New AAA Survey Highlights Distracted Driving Hypocrisy

Check the timing – not only are we smack-dab in the middle of NETS’ Drive Safely Work Week – we’re also halfway through AAA Foundation for Traffic Safety’s “Heads Up Driving Week” – both national campaigns targeting distracted driving.

And it’s none too soon for either anti-distracted driving safety campaign: earlier this week, the AAA Foundation for Traffic Safety revealed that for the 4th year in a row, drivers in America are being hugely hypocritical when it comes to distracted driving. According to a press release, the Foundation’s annual Traffic Safety Culture Index, 95% of drivers say that texting/emailing by other drivers is “a serious threat to their personal safety” – yet more than one-third (35%) of those drivers also confess to having texted/emailed while driving within the past month!

Let’s review that for a second – nearly every single person the Foundation surveyed  said other people’s cell phone-related distracted driving is super-dangerous, yet one out of three apparently has no issue putting other folks in danger by driving distracted due to cell phone use themselves.

That, my friends, is a textbook example of hypocrisy. Says AAA Foundation for Traffic Safety President and CEO Peter Kissinger:

“This research continues to illustrate a ‘Do as I Say, Not as I Do‘ attitude that persists among drivers, and perpetuates the threat of cell phone use while driving. Changing our nation’s traffic safety culture requires drivers to take responsibility for their actions and alter their own behaviors on the road.”

To get people to start thinking (and stop texting, texting, texting) – the Foundation is asking people to observe Heads Up Driving Week October 2-8 – specifically, they would really like it if you would please pledge to stop incessantly multi-tasking while behind the wheel and focus on the road. Just for one week, but hopefully “for life” once you’ve seen what it’s like.

But as the Foundation’s survey shows, there’s a problem – a big disconnect between people’s ability to recognize distracted driving as a serious issue, and their ability to recognize their own responsibility to help solve it. This is not news to us at ZoomSafer – it’s exactly why we developed software to help people break the temptation to text, email and browse while driving.

That disconnect might explain why the AAA Foundation’s survey also found that nearly nine out of ten (87%) people want their states to ban texting while driving – and 50% would like laws prohibiting all cell phone use, including hands-free use. Sharon Montgomery, a Gahanna, OH resident whose husband was killed in 2000 due to another driver’s cell phone use and who has since pushed Ohio legislators to enact a state texting ban, said this to The Columbus Dispatch:

“People realize this is dangerous, but they can’t seem to stop themselves. They’re looking for government to tell them.”

I agree with Ms. Montgomery that left to their own devices, there are many people who can’t or won’t stop themselves from giving in to the allure of cell phone distractions while they’re behind the wheel. But in addition to advocates like AAA Foundation for Traffic Safety and the government telling these folks to put down the phone, we also need their employers saying it, too -and saying it through cell phone use policies that employers are making efforts to enforce. When they’re not only putting themselves in danger AND breaking the law, but also violating a workplace policy, maybe then people will start listening to their own good advice.

One Response to “New AAA Survey Highlights Distracted Driving Hypocrisy”

  1. Some of us just can’t resist picking up a ringing phone. Reduce the temptation by making a point to turn your phone and off and stow it away, before you put the keys in the ignition!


> **Task to carry out**
Please transcribe the listing below in full and word for word, without its pictures.

> **Records for this exercise**
========================================
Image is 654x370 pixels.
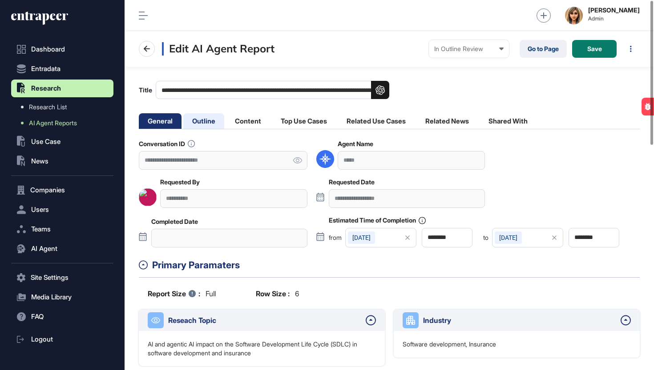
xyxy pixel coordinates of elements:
[11,289,113,306] button: Media Library
[31,314,44,321] span: FAQ
[483,235,488,241] span: to
[329,235,342,241] span: from
[11,40,113,58] a: Dashboard
[31,46,65,53] span: Dashboard
[338,113,414,129] li: Related Use Cases
[565,7,583,24] img: admin-avatar
[11,331,113,349] a: Logout
[31,245,57,253] span: AI Agent
[572,40,616,58] button: Save
[11,153,113,170] button: News
[160,179,200,186] label: Requested By
[11,80,113,97] button: Research
[256,289,289,299] b: Row Size :
[148,340,376,358] p: AI and agentic AI impact on the Software Development Life Cycle (SDLC) in software development an...
[256,289,299,299] div: 6
[402,340,496,349] p: Software development, Insurance
[588,7,639,14] strong: [PERSON_NAME]
[31,294,72,301] span: Media Library
[587,46,602,52] span: Save
[338,141,373,148] label: Agent Name
[30,187,65,194] span: Companies
[29,104,67,111] span: Research List
[29,120,77,127] span: AI Agent Reports
[152,258,639,273] div: Primary Paramaters
[16,99,113,115] a: Research List
[11,181,113,199] button: Companies
[479,113,536,129] li: Shared With
[11,269,113,287] button: Site Settings
[494,232,522,244] div: [DATE]
[272,113,336,129] li: Top Use Cases
[31,206,49,213] span: Users
[329,217,426,225] label: Estimated Time of Completion
[519,40,567,58] a: Go to Page
[183,113,224,129] li: Outline
[329,179,374,186] label: Requested Date
[139,113,181,129] li: General
[588,16,639,22] span: Admin
[162,42,274,56] h3: Edit AI Agent Report
[226,113,270,129] li: Content
[31,158,48,165] span: News
[31,65,60,72] span: Entradata
[168,315,361,326] div: Reseach Topic
[31,85,61,92] span: Research
[423,315,616,326] div: Industry
[31,226,51,233] span: Teams
[434,45,503,52] div: In Outline Review
[11,133,113,151] button: Use Case
[31,138,60,145] span: Use Case
[139,81,389,99] label: Title
[156,81,389,99] input: Title
[11,308,113,326] button: FAQ
[11,201,113,219] button: Users
[11,240,113,258] button: AI Agent
[139,140,195,148] label: Conversation ID
[11,60,113,78] button: Entradata
[16,115,113,131] a: AI Agent Reports
[148,289,200,299] b: Report Size :
[11,221,113,238] button: Teams
[151,218,198,225] label: Completed Date
[348,232,375,244] div: [DATE]
[148,289,216,299] div: full
[139,189,157,206] img: [object%20Promise]
[416,113,478,129] li: Related News
[31,274,68,281] span: Site Settings
[31,336,53,343] span: Logout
========================================
> **Solution to this problem**
Image is 654x370 pixels.
xyxy pixel coordinates of elements:
[11,289,113,306] button: Media Library
[31,314,44,321] span: FAQ
[483,235,488,241] span: to
[329,235,342,241] span: from
[11,40,113,58] a: Dashboard
[31,46,65,53] span: Dashboard
[338,113,414,129] li: Related Use Cases
[565,7,583,24] img: admin-avatar
[11,331,113,349] a: Logout
[31,245,57,253] span: AI Agent
[572,40,616,58] button: Save
[11,153,113,170] button: News
[160,179,200,186] label: Requested By
[11,80,113,97] button: Research
[256,289,289,299] b: Row Size :
[148,340,376,358] p: AI and agentic AI impact on the Software Development Life Cycle (SDLC) in software development an...
[256,289,299,299] div: 6
[402,340,496,349] p: Software development, Insurance
[588,7,639,14] strong: [PERSON_NAME]
[31,294,72,301] span: Media Library
[587,46,602,52] span: Save
[338,141,373,148] label: Agent Name
[30,187,65,194] span: Companies
[29,104,67,111] span: Research List
[29,120,77,127] span: AI Agent Reports
[152,258,639,273] div: Primary Paramaters
[16,99,113,115] a: Research List
[11,181,113,199] button: Companies
[479,113,536,129] li: Shared With
[11,269,113,287] button: Site Settings
[494,232,522,244] div: [DATE]
[272,113,336,129] li: Top Use Cases
[31,206,49,213] span: Users
[329,217,426,225] label: Estimated Time of Completion
[519,40,567,58] a: Go to Page
[183,113,224,129] li: Outline
[329,179,374,186] label: Requested Date
[139,113,181,129] li: General
[588,16,639,22] span: Admin
[162,42,274,56] h3: Edit AI Agent Report
[226,113,270,129] li: Content
[31,158,48,165] span: News
[31,65,60,72] span: Entradata
[168,315,361,326] div: Reseach Topic
[31,85,61,92] span: Research
[423,315,616,326] div: Industry
[31,226,51,233] span: Teams
[434,45,503,52] div: In Outline Review
[11,133,113,151] button: Use Case
[31,138,60,145] span: Use Case
[139,81,389,99] label: Title
[156,81,389,99] input: Title
[11,308,113,326] button: FAQ
[11,201,113,219] button: Users
[11,240,113,258] button: AI Agent
[139,140,195,148] label: Conversation ID
[11,60,113,78] button: Entradata
[16,115,113,131] a: AI Agent Reports
[148,289,200,299] b: Report Size :
[11,221,113,238] button: Teams
[151,218,198,225] label: Completed Date
[348,232,375,244] div: [DATE]
[148,289,216,299] div: full
[139,189,157,206] img: [object%20Promise]
[416,113,478,129] li: Related News
[31,274,68,281] span: Site Settings
[31,336,53,343] span: Logout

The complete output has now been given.